In the wake of Monday’s Red Line crash, DC’s various news outlets have uncovered all sorts of interesting factoids about Metro’s safety record and the implementation of various NTSB recommendations. Speculation about the causes have run rampant, ranging from mildly informed theories to pure guesswork. Some immediately blamed the now deceased operator, citing likely use of a cell phone. DCist now reports via WTOP that’s not the case.
There’s also been a lot of discussion about the 1000 series rail cars and their crashworthiness. At Greater Greater Washington, Matt Johnson has an excellent summary of Metro’s safety systems, particularly noting the design of the Automatic Train Control system as well as the track record of the 1000 series rail cars. WCP gives you tips on how to avoid them, while the WMATA board agrees to move the cars to the middle of trainsets.
Public interest seems to focus on the 1000 series rail cars as the culprit, even though there’s no evidence that the cars themselves were the cause of the crash. To me, the more interesting news to come out was the City Paper’s report that the NTSB found “anomalies” in the trackside equipment that’s part of the automatic train control system:
‘Anomalies’—that’s what federal investigators found in trackside electronic control equipment during testing yesterday, ’suggesting that computers might have sent one Red Line train crashing into another’ on Monday evening, WaPo writes. More from Lyndsey Layton, Maria Glod, and Lena H. Sun: ‘A senior Metro official knowledgeable about train operations said an internal report confirmed that the computer system appeared to have faltered.’ And that system, according to the NTSB’s Debbie Hersman, is ‘vital.’ Then there’s this: ‘The steel rails show evidence that McMillan activated the emergency brakes 300 to 400 feet before the pileup’—but she would have been traveling 59 mph. See also WTOP, NC8, WRC-TV, WUSA-TV, WTTG-TV, NYT, and Examiner, which notes that brake maintenance seems no longer to be an issue.
Again, it’s important to separate the two issues in this crash – the events that caused the crash itself, and the impact of the crash and the aftermath. The former is about why this happened in the first place, the latter is about the crashworthiness of the cars. Crashworthiness is important, without a doubt – but it’s also about keeping things as safe as possible after something has already gone wrong.
For that reason, the events that caused the crash itself are far more interesting to me. We have evidence that the train was operating on Auto mode, that it was traveling quite fast (though eyewitness accounts tend to vary as to how fast – nevertheless, the damage shows a great deal of force was involved). Given the slight curvature of the track, the speeds involved, and human reaction time to depress the Mushroom, it seems we can infer that the collision was unavoidable at that point – which would point to a very serious error with the Automatic Train Control system.
That’s where my interest is as the investigation unfolds.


▶ **REQUIRED ACTION**
Please check every line of the listing for "rural" and copy each line where it is found.

▶ **EXCERPTED DATA**
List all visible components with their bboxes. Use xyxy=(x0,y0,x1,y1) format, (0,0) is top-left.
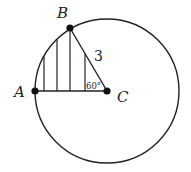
point-c xyxy=(103,87,110,94)
label-c: C xyxy=(117,88,129,106)
point-a xyxy=(31,87,38,94)
angle-label: 60° xyxy=(86,81,101,91)
label-b: B xyxy=(56,4,68,22)
hatch-lines xyxy=(44,29,85,91)
radius-label: 3 xyxy=(94,48,103,64)
label-a: A xyxy=(12,83,25,101)
sector-diagram: A B C 3 60° xyxy=(0,0,191,172)
point-b xyxy=(66,24,73,31)
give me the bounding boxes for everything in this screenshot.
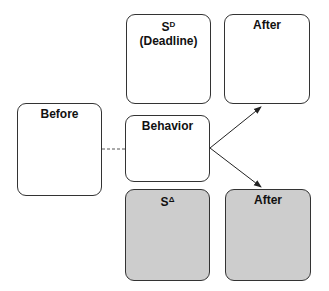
arrow-to-after-bottom: [210, 148, 261, 187]
arrow-to-after-top: [210, 107, 261, 148]
connector-lines: [0, 0, 329, 291]
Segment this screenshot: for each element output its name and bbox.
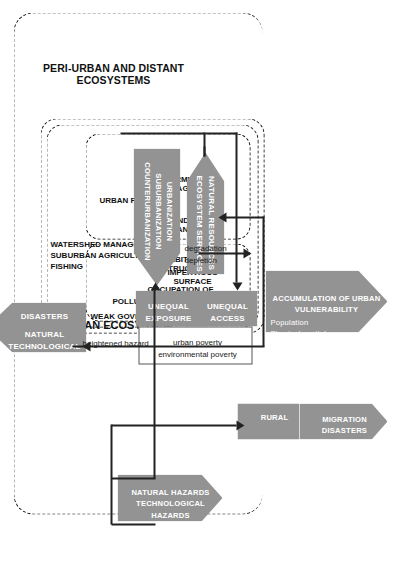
diagram-stage: PERI-URBAN AND DISTANT ECOSYSTEMS URBAN … bbox=[0, 0, 412, 587]
arrow-disasters-label: DISASTERS bbox=[4, 312, 84, 321]
arrow-accumulation-items: Population Physical capital Economic act… bbox=[270, 316, 382, 350]
line-branch-horizontal-main bbox=[235, 132, 237, 254]
line-hazards-to-exposure bbox=[153, 288, 155, 478]
arrow-accumulation-label: ACCUMULATION OF URBAN VULNERABILITY bbox=[270, 292, 382, 315]
line-top-loop-left bbox=[222, 216, 264, 218]
arrow-rural-label: RURAL bbox=[244, 413, 304, 422]
line-bottom-tee bbox=[111, 477, 155, 479]
arrowhead-rural bbox=[236, 420, 244, 430]
line-bottom-run-right bbox=[111, 523, 155, 525]
arrowhead-top-loop bbox=[218, 212, 226, 222]
arrow-migration-label: MIGRATION DISASTERS bbox=[304, 413, 384, 435]
line-unequal-access-inbound bbox=[235, 252, 237, 282]
label-unequal-access: UNEQUAL ACCESS bbox=[198, 300, 256, 323]
line-top-loop-horizontal bbox=[262, 216, 264, 346]
line-branch-top bbox=[203, 132, 205, 156]
label-heightened-hazard: heightened hazard bbox=[82, 339, 192, 348]
arrowhead-heightened-hazard bbox=[82, 341, 90, 351]
arrowhead-unequal-exposure bbox=[150, 282, 160, 290]
label-unequal-exposure: UNEQUAL EXPOSURE bbox=[139, 300, 197, 323]
line-branch-vertical-main bbox=[205, 132, 237, 134]
arrow-urbanization-label: URBANIZATION SUBURBANIZATION COUNTERURBA… bbox=[141, 152, 174, 270]
line-bottom-run bbox=[110, 424, 112, 524]
diagram-canvas: PERI-URBAN AND DISTANT ECOSYSTEMS URBAN … bbox=[0, 0, 412, 587]
arrowhead-unequal-access bbox=[232, 282, 242, 290]
peri-urban-title: PERI-URBAN AND DISTANT ECOSYSTEMS bbox=[38, 62, 188, 86]
label-degradation: degradation depletion bbox=[184, 242, 264, 266]
arrow-natural-hazards-label: NATURAL HAZARDS TECHNOLOGICAL HAZARDS bbox=[124, 486, 216, 520]
line-branch-down bbox=[120, 132, 205, 134]
line-bottom-run-left bbox=[111, 424, 236, 426]
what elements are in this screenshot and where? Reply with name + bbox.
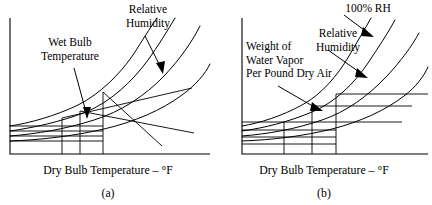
relative-humidity-arrowhead-a [156, 61, 165, 74]
panel-caption-b: (b) [216, 186, 432, 201]
saturation-label-b: 100% RH [328, 2, 408, 16]
rh-curve-a-1 [10, 18, 157, 126]
panel-caption-a: (a) [0, 186, 216, 201]
relative-humidity-label-b-line2: Humidity [300, 41, 376, 55]
wet-bulb-temperature-label: Wet Bulb Temperature [22, 36, 118, 63]
humidity-ratio-label-b-line2: Water Vapor [246, 54, 366, 68]
panel-a: Wet Bulb Temperature Relative Humidity D… [0, 0, 216, 205]
panel-b: Weight of Water Vapor Per Pound Dry Air … [216, 0, 432, 205]
relative-humidity-label-b: Relative Humidity [300, 27, 376, 54]
relative-humidity-label-a: Relative Humidity [108, 3, 188, 30]
psychrometric-figure: Wet Bulb Temperature Relative Humidity D… [0, 0, 432, 205]
rh-curve-a-4 [10, 64, 210, 141]
wet-bulb-line-a-2 [80, 111, 194, 133]
humidity-ratio-leader-b [278, 86, 316, 108]
relative-humidity-label-a-line1: Relative [108, 3, 188, 17]
relative-humidity-label-b-line1: Relative [300, 27, 376, 41]
wet-bulb-temperature-label-line2: Temperature [22, 50, 118, 64]
wet-bulb-line-a-3 [103, 92, 162, 146]
x-axis-title-b: Dry Bulb Temperature – °F [216, 163, 432, 178]
wet-bulb-temperature-label-line1: Wet Bulb [22, 36, 118, 50]
humidity-ratio-arrowhead-b [310, 102, 323, 111]
relative-humidity-label-a-line2: Humidity [108, 17, 188, 31]
x-axis-title-a: Dry Bulb Temperature – °F [0, 163, 216, 178]
wet-bulb-leader-a [74, 68, 86, 112]
humidity-ratio-label-b-line3: Per Pound Dry Air [246, 67, 366, 81]
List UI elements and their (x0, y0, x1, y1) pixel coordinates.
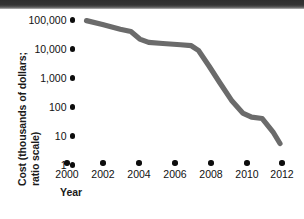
x-tick-dot (279, 160, 285, 166)
x-tick-label: 2006 (155, 168, 195, 180)
x-tick-label: 2010 (227, 168, 267, 180)
x-tick-label: 2008 (191, 168, 231, 180)
x-tick-2012: 2012 (262, 160, 302, 180)
x-tick-label: 2004 (119, 168, 159, 180)
x-tick-2010: 2010 (227, 160, 267, 180)
x-tick-2004: 2004 (119, 160, 159, 180)
x-tick-2008: 2008 (191, 160, 231, 180)
x-tick-dot (136, 160, 142, 166)
x-tick-label: 2000 (47, 168, 87, 180)
x-tick-dot (64, 160, 70, 166)
x-tick-label: 2012 (262, 168, 302, 180)
cost-trend-line (87, 21, 280, 144)
x-tick-label: 2002 (83, 168, 123, 180)
plot-area (0, 0, 304, 219)
x-tick-dot (172, 160, 178, 166)
x-tick-2002: 2002 (83, 160, 123, 180)
x-tick-dot (244, 160, 250, 166)
x-tick-dot (100, 160, 106, 166)
x-tick-2006: 2006 (155, 160, 195, 180)
x-tick-2000: 2000 (47, 160, 87, 180)
x-axis-title: Year (60, 186, 82, 198)
x-tick-dot (208, 160, 214, 166)
chart-figure: Cost (thousands of dollars; ratio scale)… (0, 0, 304, 219)
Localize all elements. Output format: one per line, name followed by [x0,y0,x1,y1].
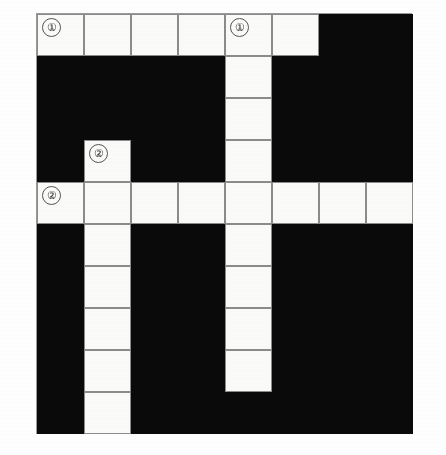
crossword-puzzle: ①①②② [0,0,446,455]
clue-number-2-down: ② [89,144,108,163]
grid-cell-open[interactable] [225,224,272,266]
grid-cell-blocked [131,224,178,266]
grid-cell-blocked [178,98,225,140]
grid-cell-open[interactable]: ② [84,140,131,182]
grid-cell-blocked [225,392,272,434]
grid-cell-blocked [131,98,178,140]
grid-cell-blocked [37,392,84,434]
grid-cell-blocked [319,224,366,266]
grid-cell-open[interactable] [319,182,366,224]
grid-cell-blocked [272,392,319,434]
grid-cell-blocked [272,350,319,392]
grid-cell-blocked [272,308,319,350]
grid-cell-open[interactable] [178,14,225,56]
grid-cell-blocked [37,98,84,140]
grid-cell-open[interactable] [84,308,131,350]
grid-cell-open[interactable] [84,14,131,56]
grid-cell-blocked [366,266,413,308]
grid-cell-open[interactable] [131,182,178,224]
grid-cell-open[interactable] [225,56,272,98]
grid-cell-blocked [366,308,413,350]
grid-cell-open[interactable] [84,182,131,224]
grid-cell-blocked [178,350,225,392]
grid-cell-blocked [319,266,366,308]
grid-cell-blocked [366,14,413,56]
grid-cell-open[interactable] [84,266,131,308]
grid-cell-blocked [319,350,366,392]
grid-cell-blocked [319,392,366,434]
grid-cell-blocked [366,350,413,392]
grid-cell-blocked [178,266,225,308]
grid-cell-blocked [37,266,84,308]
grid-cell-blocked [178,392,225,434]
grid-cell-blocked [272,224,319,266]
grid-cell-open[interactable]: ① [225,14,272,56]
grid-cell-open[interactable]: ② [37,182,84,224]
crossword-grid[interactable]: ①①②② [37,14,413,434]
grid-cell-blocked [319,14,366,56]
grid-cell-blocked [131,56,178,98]
grid-cell-blocked [366,140,413,182]
grid-cell-blocked [319,56,366,98]
grid-cell-blocked [178,140,225,182]
grid-cell-blocked [272,140,319,182]
grid-cell-blocked [319,140,366,182]
grid-cell-blocked [272,98,319,140]
grid-cell-blocked [84,56,131,98]
grid-cell-open[interactable] [84,350,131,392]
grid-cell-blocked [272,56,319,98]
grid-cell-blocked [37,140,84,182]
grid-cell-blocked [366,98,413,140]
grid-cell-open[interactable] [225,140,272,182]
clue-number-1-across: ① [42,18,61,37]
grid-cell-blocked [366,224,413,266]
grid-cell-blocked [366,392,413,434]
grid-cell-blocked [131,392,178,434]
grid-cell-blocked [272,266,319,308]
grid-cell-open[interactable] [84,224,131,266]
grid-cell-open[interactable] [225,182,272,224]
grid-cell-open[interactable] [225,308,272,350]
grid-cell-open[interactable] [225,98,272,140]
grid-cell-open[interactable] [366,182,413,224]
grid-cell-blocked [131,350,178,392]
grid-cell-blocked [178,308,225,350]
grid-cell-blocked [178,224,225,266]
grid-cell-blocked [37,308,84,350]
grid-cell-blocked [131,140,178,182]
grid-cell-blocked [366,56,413,98]
grid-cell-open[interactable] [225,350,272,392]
grid-cell-open[interactable] [225,266,272,308]
grid-cell-blocked [319,308,366,350]
grid-cell-open[interactable] [272,14,319,56]
grid-cell-open[interactable]: ① [37,14,84,56]
grid-cell-blocked [37,224,84,266]
grid-cell-open[interactable] [84,392,131,434]
grid-cell-open[interactable] [272,182,319,224]
grid-cell-blocked [319,98,366,140]
grid-cell-blocked [131,266,178,308]
grid-cell-blocked [37,350,84,392]
grid-cell-blocked [178,56,225,98]
grid-cell-open[interactable] [131,14,178,56]
grid-cell-blocked [131,308,178,350]
grid-cell-blocked [37,56,84,98]
grid-cell-blocked [84,98,131,140]
clue-number-2-across: ② [42,186,61,205]
clue-number-1-down: ① [230,18,249,37]
grid-cell-open[interactable] [178,182,225,224]
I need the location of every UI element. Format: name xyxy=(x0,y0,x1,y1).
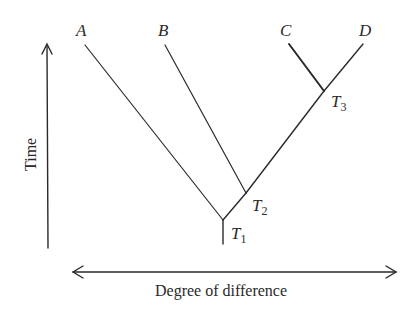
time-axis-label: Time xyxy=(23,138,39,171)
branch-C xyxy=(289,44,324,91)
leaf-label-d: D xyxy=(359,22,371,39)
node-label-t1: T1 xyxy=(231,225,246,245)
tree-diagram xyxy=(0,0,411,313)
time-axis-line xyxy=(47,46,48,248)
leaf-label-a: A xyxy=(76,22,86,39)
branch-A xyxy=(85,45,223,220)
leaf-label-b: B xyxy=(158,22,168,39)
node-label-t2: T2 xyxy=(252,197,267,217)
node-label-t3: T3 xyxy=(331,93,346,113)
leaf-label-c: C xyxy=(280,22,291,39)
branch-T3-T2 xyxy=(246,91,324,193)
branch-D xyxy=(324,44,363,91)
branch-B xyxy=(165,45,246,193)
branch-T2-T1 xyxy=(223,193,246,220)
difference-axis-label: Degree of difference xyxy=(155,283,287,299)
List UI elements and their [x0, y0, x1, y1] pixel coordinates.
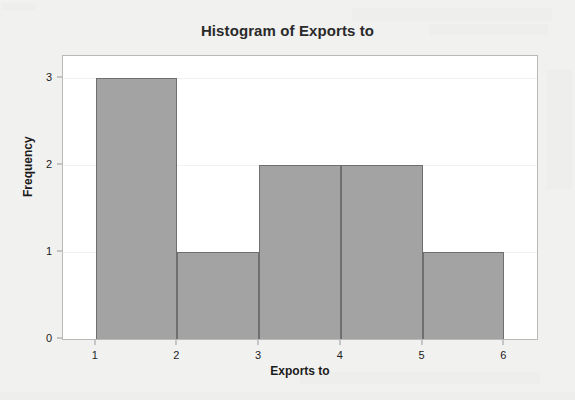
y-tick-mark: [57, 338, 62, 339]
histogram-bar[interactable]: [259, 165, 341, 339]
plot-inner: [63, 56, 537, 339]
y-tick-label: 0: [46, 332, 52, 344]
plot-area: [62, 55, 538, 340]
y-tick-label: 2: [46, 158, 52, 170]
x-tick-mark: [503, 340, 504, 345]
y-tick-mark: [57, 163, 62, 164]
x-tick-label: 1: [92, 349, 98, 361]
histogram-bar[interactable]: [341, 165, 423, 339]
histogram-figure: Histogram of Exports to 3 2 1 0 1: [0, 0, 575, 400]
x-tick-label: 5: [419, 349, 425, 361]
y-axis-label: Frequency: [21, 136, 35, 197]
y-tick-mark: [57, 250, 62, 251]
chart-title: Histogram of Exports to: [0, 22, 575, 39]
x-tick-mark: [339, 340, 340, 345]
histogram-bar[interactable]: [423, 252, 505, 339]
scan-artifact: [0, 392, 575, 400]
histogram-bar[interactable]: [96, 78, 178, 339]
y-tick-label: 3: [46, 71, 52, 83]
x-tick-label: 4: [337, 349, 343, 361]
scan-artifact: [546, 70, 572, 190]
bars-layer: [63, 56, 537, 339]
x-tick-mark: [421, 340, 422, 345]
x-tick-label: 2: [173, 349, 179, 361]
y-axis: 3 2 1 0: [0, 55, 62, 340]
x-tick-mark: [94, 340, 95, 345]
scan-artifact: [2, 3, 36, 10]
y-tick-label: 1: [46, 245, 52, 257]
x-tick-label: 6: [500, 349, 506, 361]
x-tick-mark: [176, 340, 177, 345]
x-axis-label: Exports to: [62, 364, 538, 378]
x-tick-mark: [258, 340, 259, 345]
scan-artifact: [352, 8, 552, 21]
histogram-bar[interactable]: [177, 252, 259, 339]
y-tick-mark: [57, 76, 62, 77]
x-tick-label: 3: [255, 349, 261, 361]
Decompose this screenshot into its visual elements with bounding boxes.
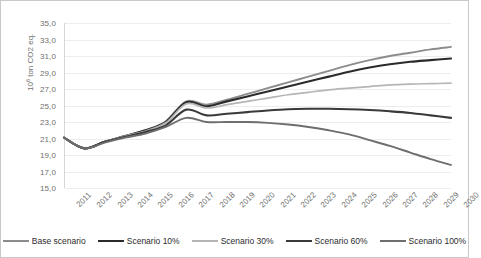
legend-line-icon	[192, 240, 218, 242]
y-axis-tick-label: 31,0	[40, 52, 56, 61]
y-axis-tick-label: 21,0	[40, 134, 56, 143]
x-axis-tick-label: 2014	[136, 190, 155, 209]
y-axis-tick-label: 35,0	[40, 19, 56, 28]
x-axis-tick-label: 2026	[380, 190, 399, 209]
y-axis-tick-label: 33,0	[40, 35, 56, 44]
x-axis-tick-label: 2024	[340, 190, 359, 209]
x-axis-tick-label: 2019	[238, 190, 257, 209]
x-axis-tick-label: 2015	[156, 190, 175, 209]
legend-item[interactable]: Scenario 60%	[286, 236, 368, 246]
series-line	[64, 58, 451, 148]
series-line	[64, 118, 451, 165]
x-axis-tick-label: 2029	[441, 190, 460, 209]
series-lines	[64, 23, 451, 188]
legend-line-icon	[3, 240, 29, 242]
x-axis-tick-label: 2023	[319, 190, 338, 209]
y-axis-tick-labels: 35,033,031,029,027,025,023,021,019,017,0…	[1, 23, 61, 188]
y-axis-tick-label: 23,0	[40, 118, 56, 127]
x-axis-tick-label: 2021	[278, 190, 297, 209]
y-axis-tick-label: 19,0	[40, 151, 56, 160]
x-axis-tick-label: 2013	[116, 190, 135, 209]
x-axis-tick-label: 2028	[421, 190, 440, 209]
x-axis-tick-label: 2017	[197, 190, 216, 209]
legend-line-icon	[380, 240, 406, 242]
legend-label: Scenario 30%	[221, 236, 274, 246]
x-axis-tick-label: 2012	[95, 190, 114, 209]
legend-item[interactable]: Scenario 10%	[98, 236, 180, 246]
x-axis-tick-label: 2027	[401, 190, 420, 209]
legend-label: Base scenario	[32, 236, 86, 246]
legend-line-icon	[98, 240, 124, 242]
y-axis-tick-label: 25,0	[40, 101, 56, 110]
x-axis-tick-label: 2025	[360, 190, 379, 209]
x-axis-tick-label: 2022	[299, 190, 318, 209]
x-axis-tick-labels: 2011201220132014201520162017201820192020…	[64, 189, 451, 225]
y-axis-tick-label: 17,0	[40, 167, 56, 176]
x-axis-tick-label: 2016	[177, 190, 196, 209]
legend-item[interactable]: Scenario 30%	[192, 236, 274, 246]
legend-label: Scenario 60%	[315, 236, 368, 246]
legend-item[interactable]: Base scenario	[3, 236, 86, 246]
x-axis-tick-label: 2011	[75, 190, 94, 209]
x-axis-tick-label: 2030	[462, 190, 481, 209]
x-axis-tick-label: 2018	[217, 190, 236, 209]
x-axis-tick-label: 2020	[258, 190, 277, 209]
legend-item[interactable]: Scenario 100%	[380, 236, 467, 246]
legend-label: Scenario 100%	[409, 236, 467, 246]
y-axis-tick-label: 29,0	[40, 68, 56, 77]
y-axis-tick-label: 27,0	[40, 85, 56, 94]
plot-area	[64, 23, 451, 188]
legend-line-icon	[286, 240, 312, 242]
legend-label: Scenario 10%	[127, 236, 180, 246]
series-line	[64, 47, 451, 149]
chart-legend: Base scenarioScenario 10%Scenario 30%Sce…	[9, 232, 460, 250]
y-axis-tick-label: 15,0	[40, 184, 56, 193]
series-line	[64, 109, 451, 149]
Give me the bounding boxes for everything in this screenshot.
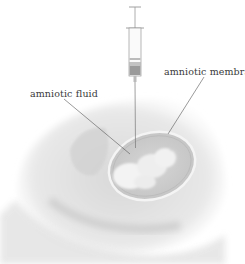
label-amniotic-membranes: amniotic membranes [164,66,245,77]
needle [135,82,136,148]
syringe [126,7,144,82]
label-amniotic-fluid: amniotic fluid [30,88,98,99]
illustration [0,0,245,264]
amniocentesis-diagram: amniotic fluid amniotic membranes [0,0,245,264]
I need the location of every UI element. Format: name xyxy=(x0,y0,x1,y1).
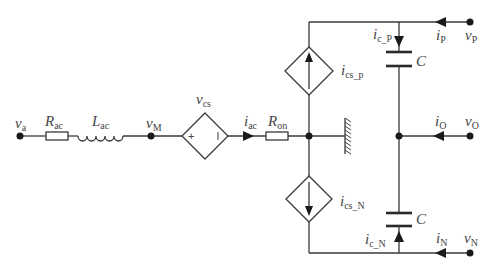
node-vm xyxy=(148,133,155,140)
current-arrow-ip xyxy=(435,17,446,27)
ground-hatch-icon xyxy=(345,118,351,154)
current-arrow-iac xyxy=(243,131,254,141)
current-arrow-icp xyxy=(394,36,404,47)
label-vn: vN xyxy=(464,230,478,248)
node-vp xyxy=(467,19,474,26)
node-va xyxy=(17,133,24,140)
label-in: iN xyxy=(436,230,447,248)
plus-sign: + xyxy=(188,130,194,142)
label-c-top: C xyxy=(416,53,427,69)
schematic-canvas: + va xyxy=(0,0,494,269)
label-ics-p: ics_p xyxy=(341,62,364,80)
label-ron: Ron xyxy=(267,113,287,131)
label-vm: vM xyxy=(146,115,162,133)
node-center xyxy=(306,133,313,140)
label-ics-n: ics_N xyxy=(340,193,365,211)
current-arrow-icn xyxy=(394,231,404,242)
label-vcs: vcs xyxy=(196,91,211,109)
label-vp: vP xyxy=(465,27,478,45)
label-vo: vO xyxy=(465,113,479,131)
resistor-rac xyxy=(46,132,68,140)
label-iac: iac xyxy=(244,113,258,131)
resistor-ron xyxy=(266,132,288,140)
current-arrow-io xyxy=(433,131,444,141)
label-c-bottom: C xyxy=(416,211,427,227)
current-arrow-in xyxy=(435,248,446,258)
label-va: va xyxy=(15,115,27,133)
node-vo xyxy=(467,133,474,140)
label-rac: Rac xyxy=(44,113,64,131)
label-lac: Lac xyxy=(91,113,110,131)
node-vn xyxy=(467,250,474,257)
label-icp: ic_P xyxy=(373,26,393,44)
circuit-diagram: + va xyxy=(0,0,494,269)
inductor-lac xyxy=(78,136,123,141)
label-io: iO xyxy=(435,113,446,131)
label-icn: ic_N xyxy=(365,231,386,249)
node-cap-mid xyxy=(396,133,403,140)
label-ip: iP xyxy=(436,27,446,45)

▶ **ANSWER BOX**
arrow-rural-label: RURAL bbox=[244, 413, 304, 422]
arrowhead-rural bbox=[236, 420, 244, 430]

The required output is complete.